A cloud-like cluster of white steel rods will shimmer above the trees in Kensington Gardens this summer, courtesy of Japanese architect Sou Fujimoto. He has been announced as the latest designer of the Serpentine Gallery’s annual pavilion commission and he promises to bring a vision of airy lightness, in marked contrast to last year’ssubterranean grotto by Herzog & de Meuron and Ai Weiwei.
His proposal is for a delicate lattice structure of 20mm-thick steel poles, which will form an irregular, shape-shifting mass in front of the gallery, a misty wire-frame blur that will dissolve into the park.
“Within the pastoral context of Kensington Gardens, I envisage the vivid greenery of the surrounding plant life woven together with a constructed geometry,” says Fujimoto. He describes the project as “an architectural landscape: a transparent terrain that encourages people to interact with and explore the site in diverse ways.”
Many architects like to think their buildings dissolve and “dematerialise” into their surroundings. They talk in earnest about “fluid space” and the continuity of inside and out – the simple use of a window or door endowed with the rhetoric of free flow. But Fujimoto actually does it.
His buildings and structures are composed of multiple layers and levels, creating permeable enclosures that only loosely suggest rooms and routes – what he describes as “formless form”. He talks of his projects taking on the characteristics of a “cave or nest”, a primitive shell to be defined by the user’s occupation, “just a raw space, which people need to explore and find their own comfort within.”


Action item: Down to the last line of the listing, starting at the one with "Trace clothing.", retype each line exactly. Do not copy the pictures.

************

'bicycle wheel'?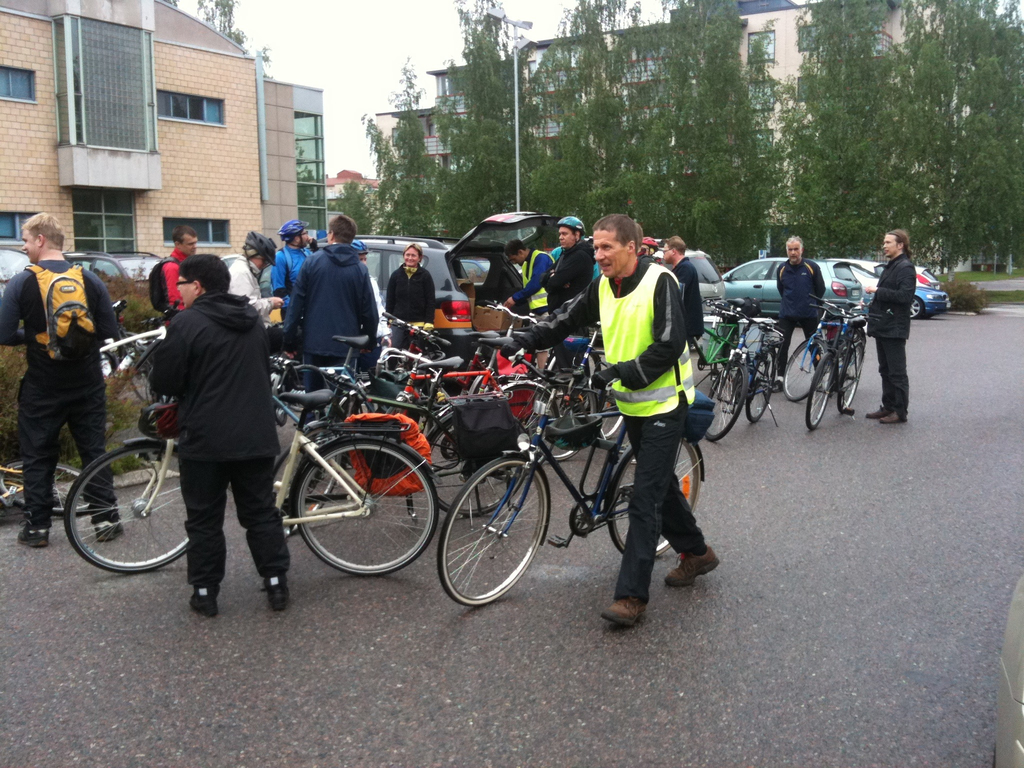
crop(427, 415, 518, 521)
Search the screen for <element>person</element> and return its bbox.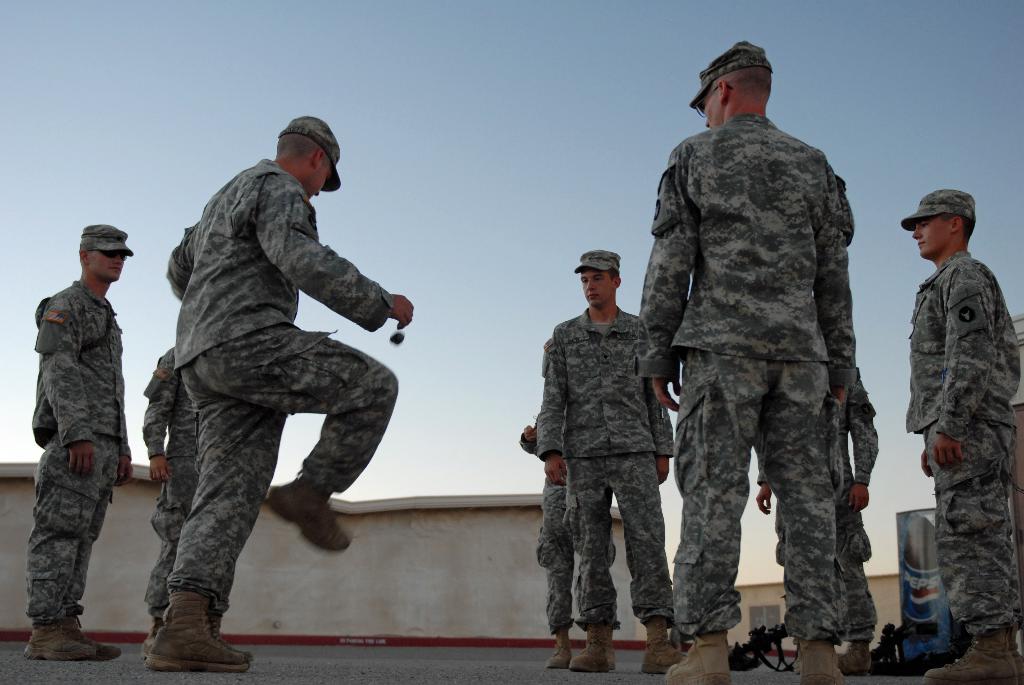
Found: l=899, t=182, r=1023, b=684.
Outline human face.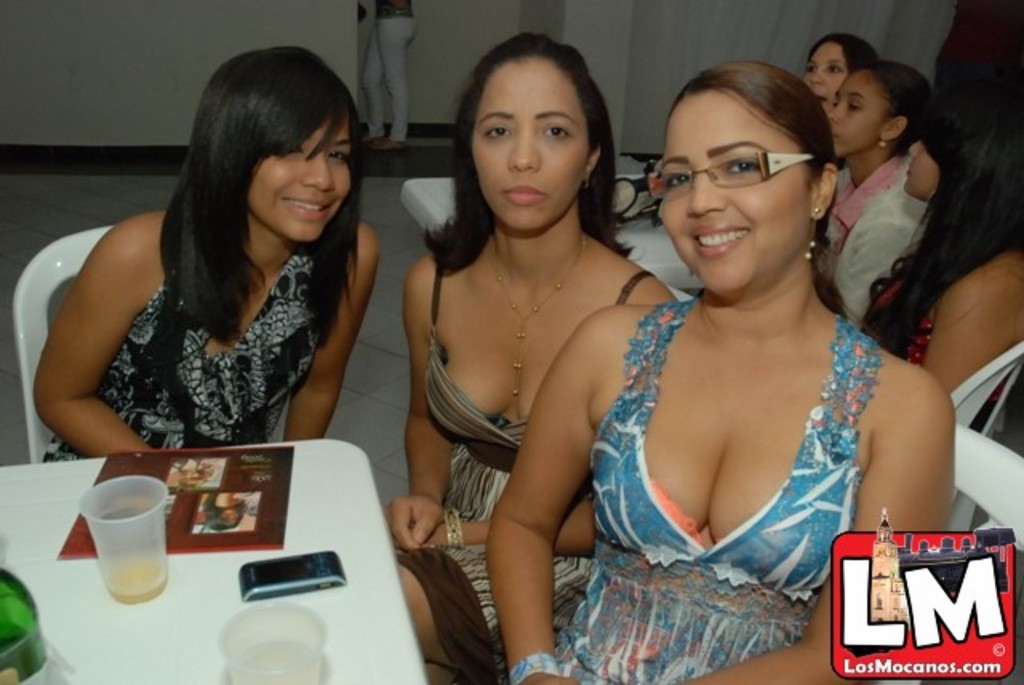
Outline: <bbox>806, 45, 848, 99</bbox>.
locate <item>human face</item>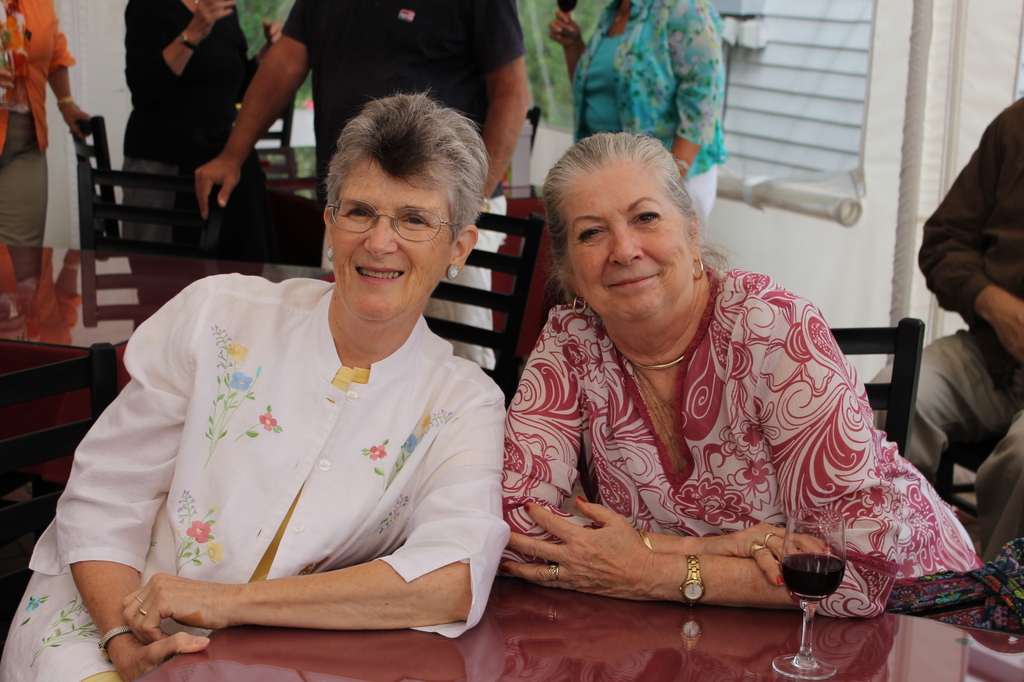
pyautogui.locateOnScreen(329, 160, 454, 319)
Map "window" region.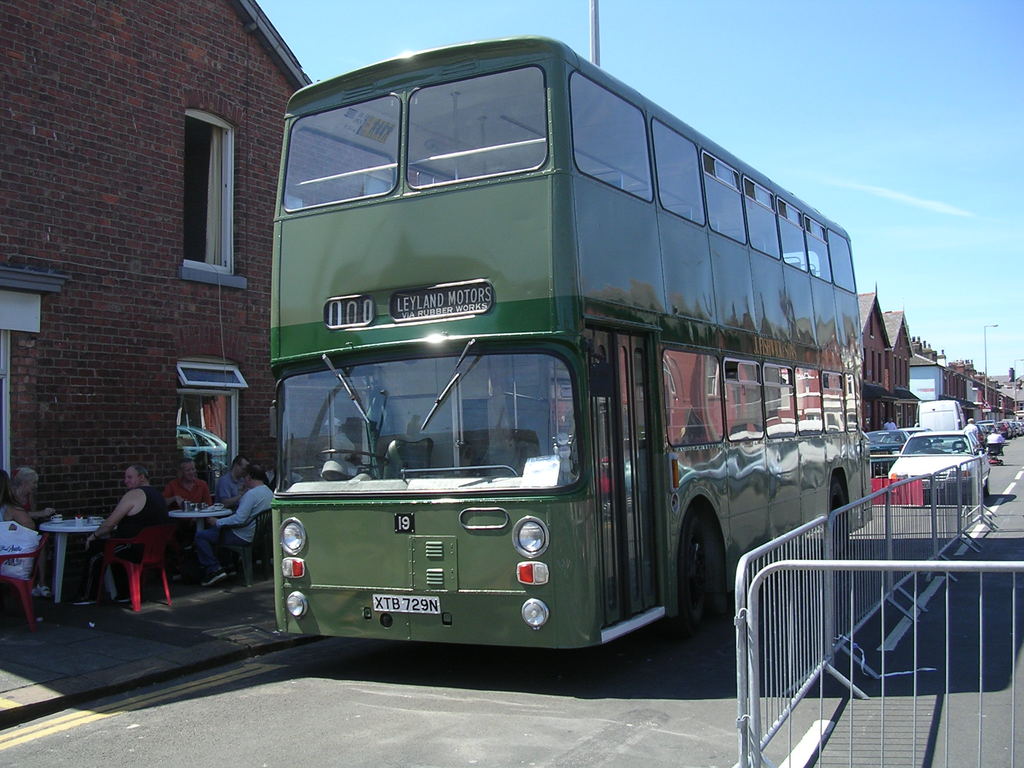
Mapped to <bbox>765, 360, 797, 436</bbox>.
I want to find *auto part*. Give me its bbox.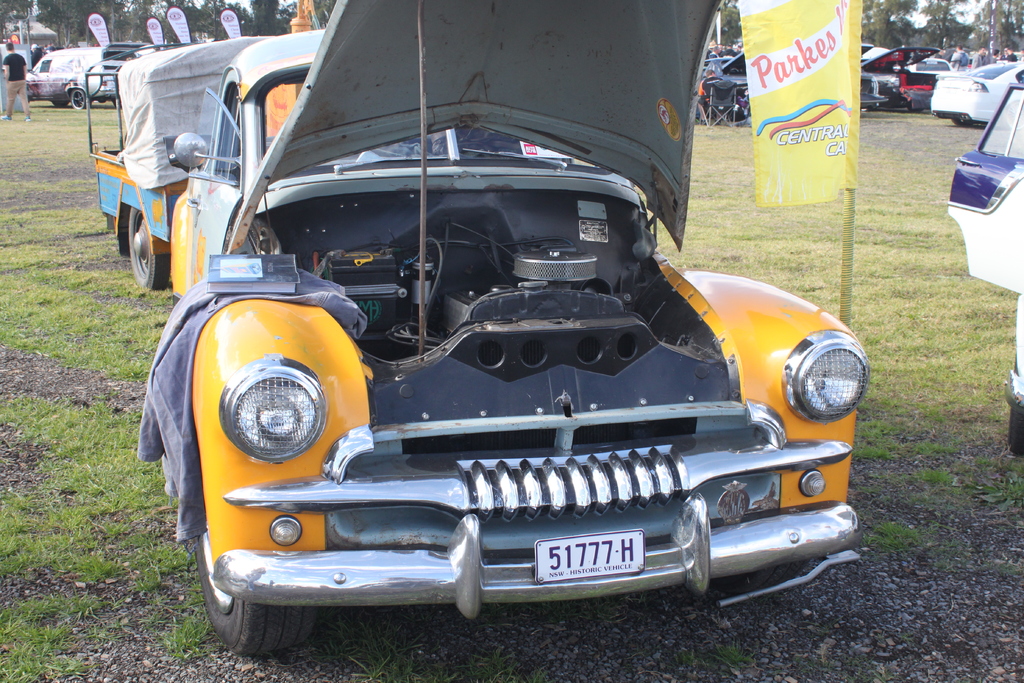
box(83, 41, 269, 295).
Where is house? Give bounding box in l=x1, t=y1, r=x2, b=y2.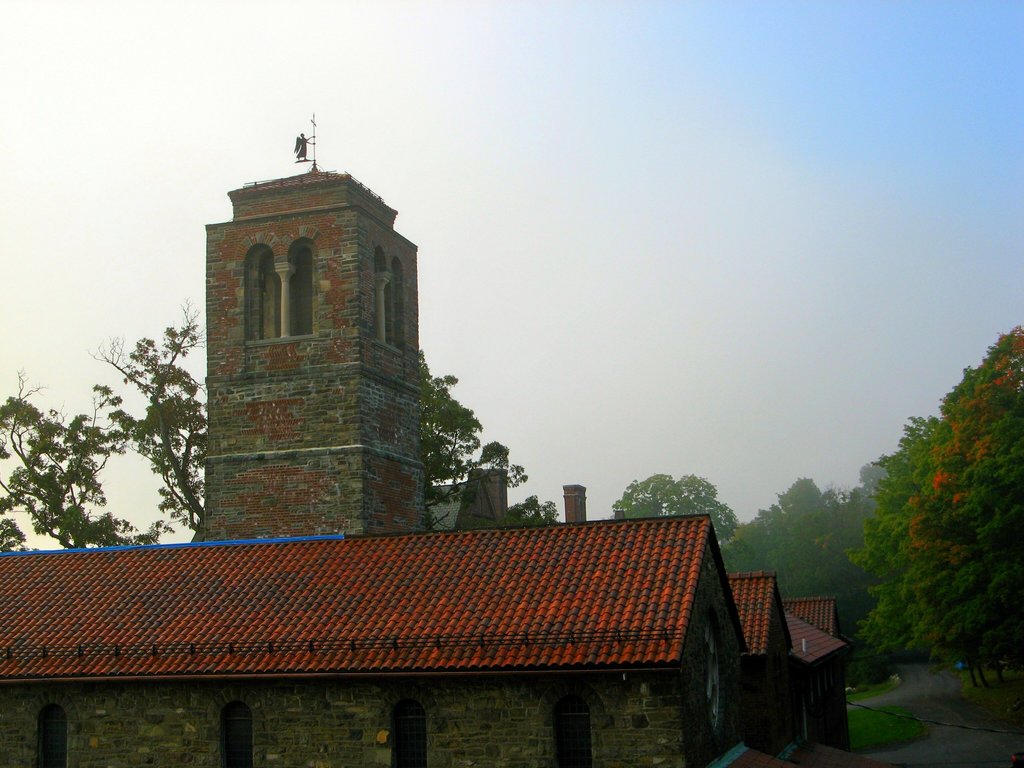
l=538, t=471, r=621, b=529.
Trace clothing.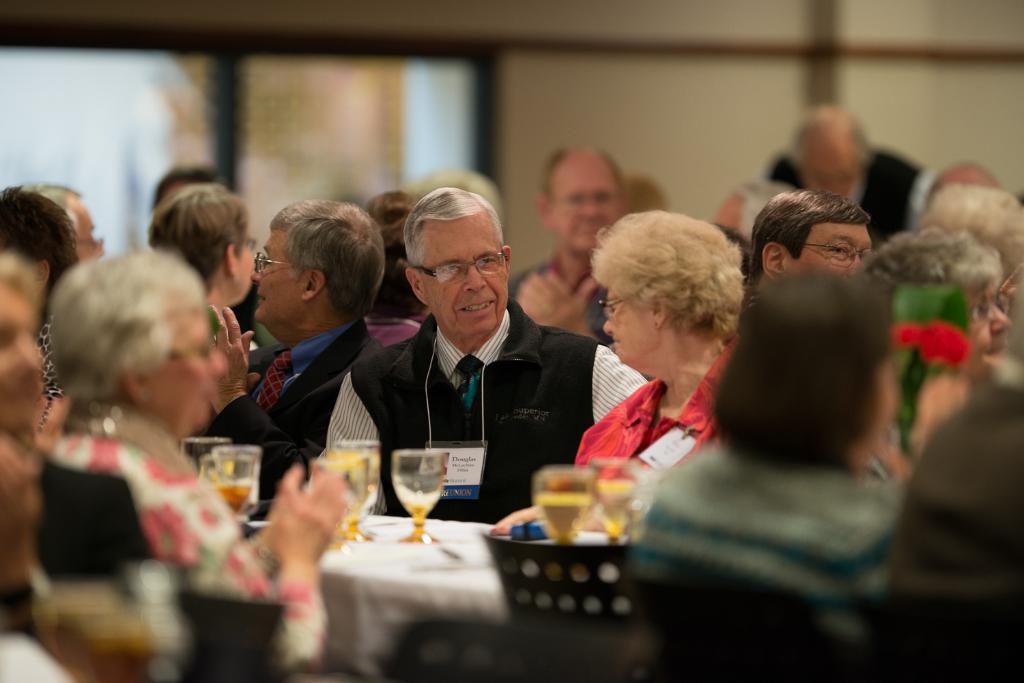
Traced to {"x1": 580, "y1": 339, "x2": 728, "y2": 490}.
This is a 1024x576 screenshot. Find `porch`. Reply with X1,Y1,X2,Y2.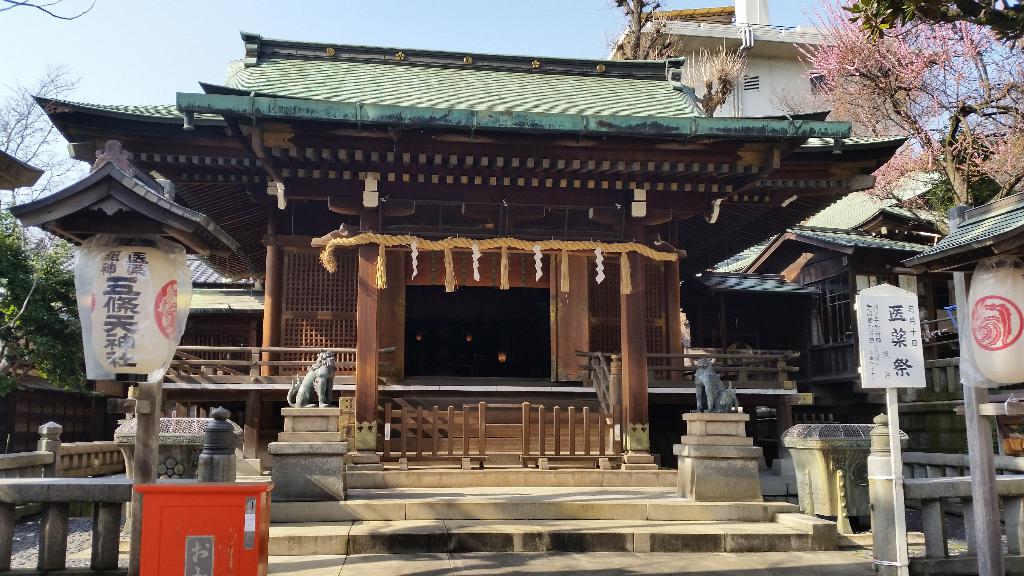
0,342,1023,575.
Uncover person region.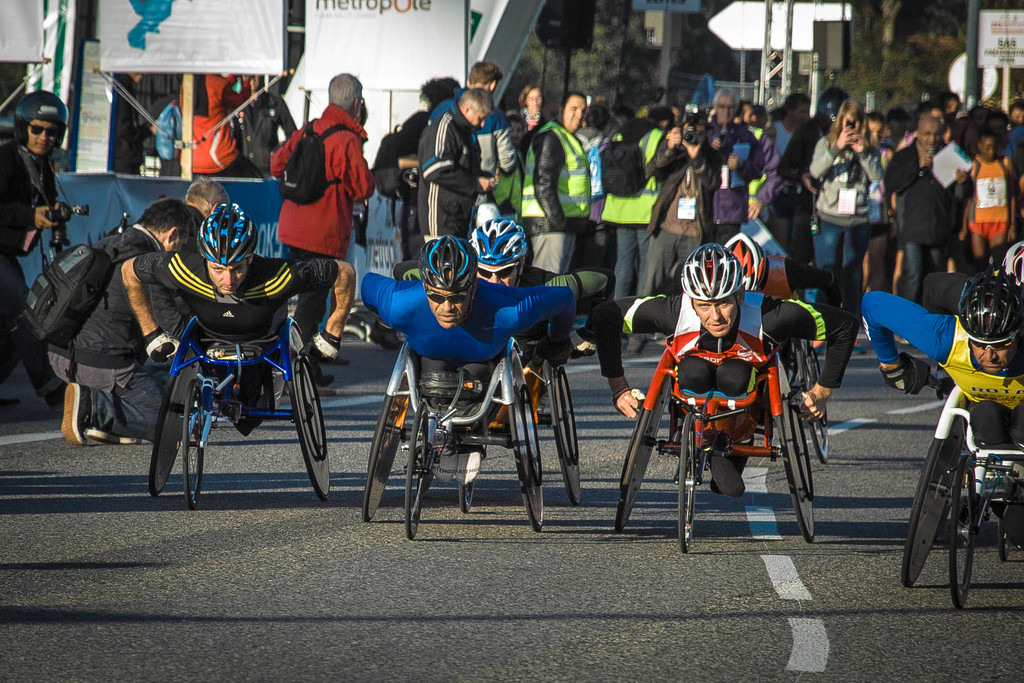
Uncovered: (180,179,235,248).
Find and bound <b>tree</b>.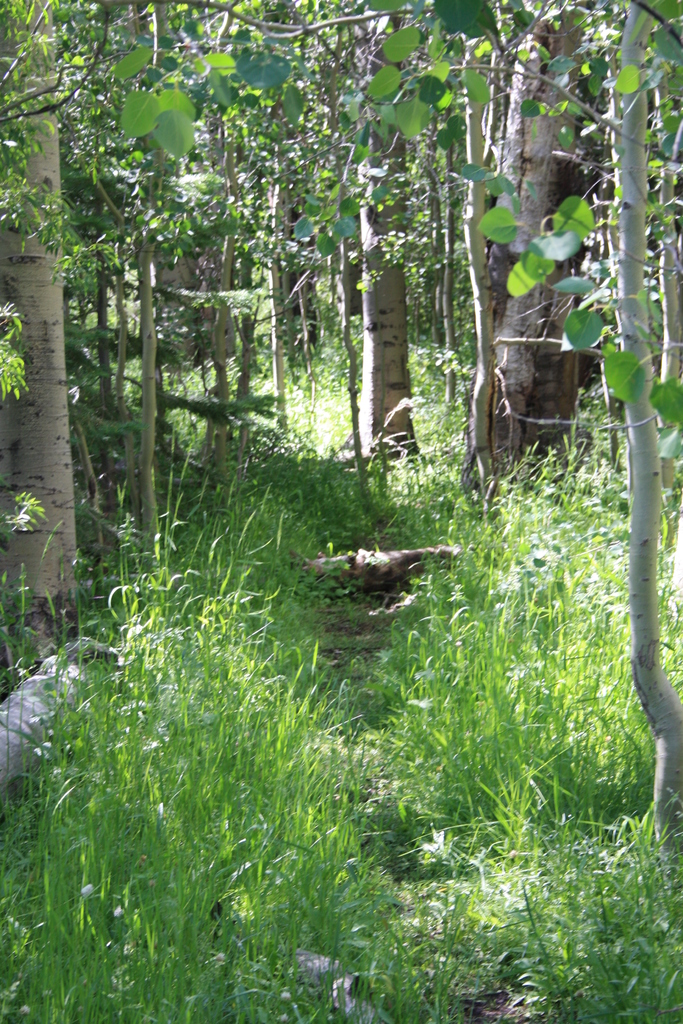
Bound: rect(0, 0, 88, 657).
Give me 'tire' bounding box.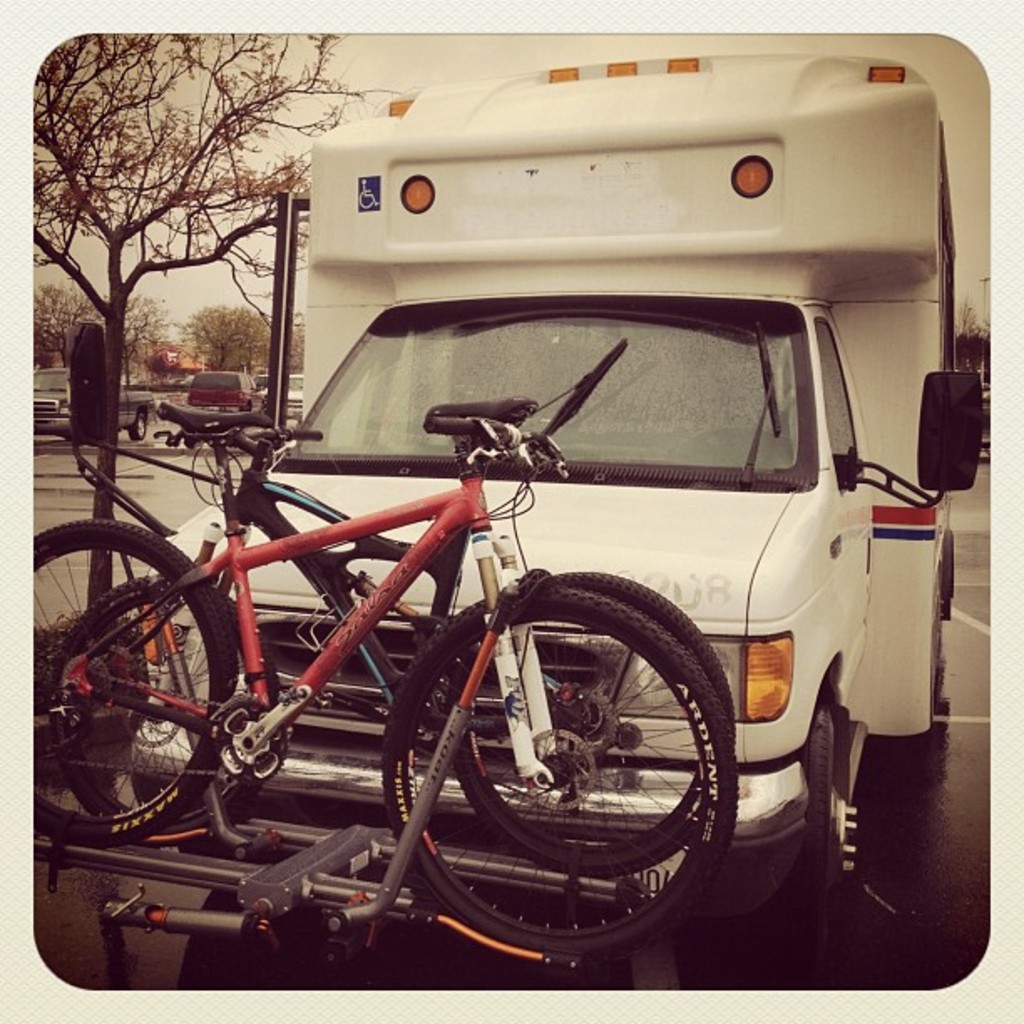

************

Result of this exercise:
Trace clothing.
Traced to {"x1": 580, "y1": 339, "x2": 728, "y2": 490}.
This is a 1024x576 screenshot. Find `porch`. Reply with X1,Y1,X2,Y2.
0,342,1023,575.
Uncover person region.
Uncovered: (180,179,235,248).
Find and bound <b>tree</b>.
Bound: rect(0, 0, 88, 657).
Give me 'tire' bounding box.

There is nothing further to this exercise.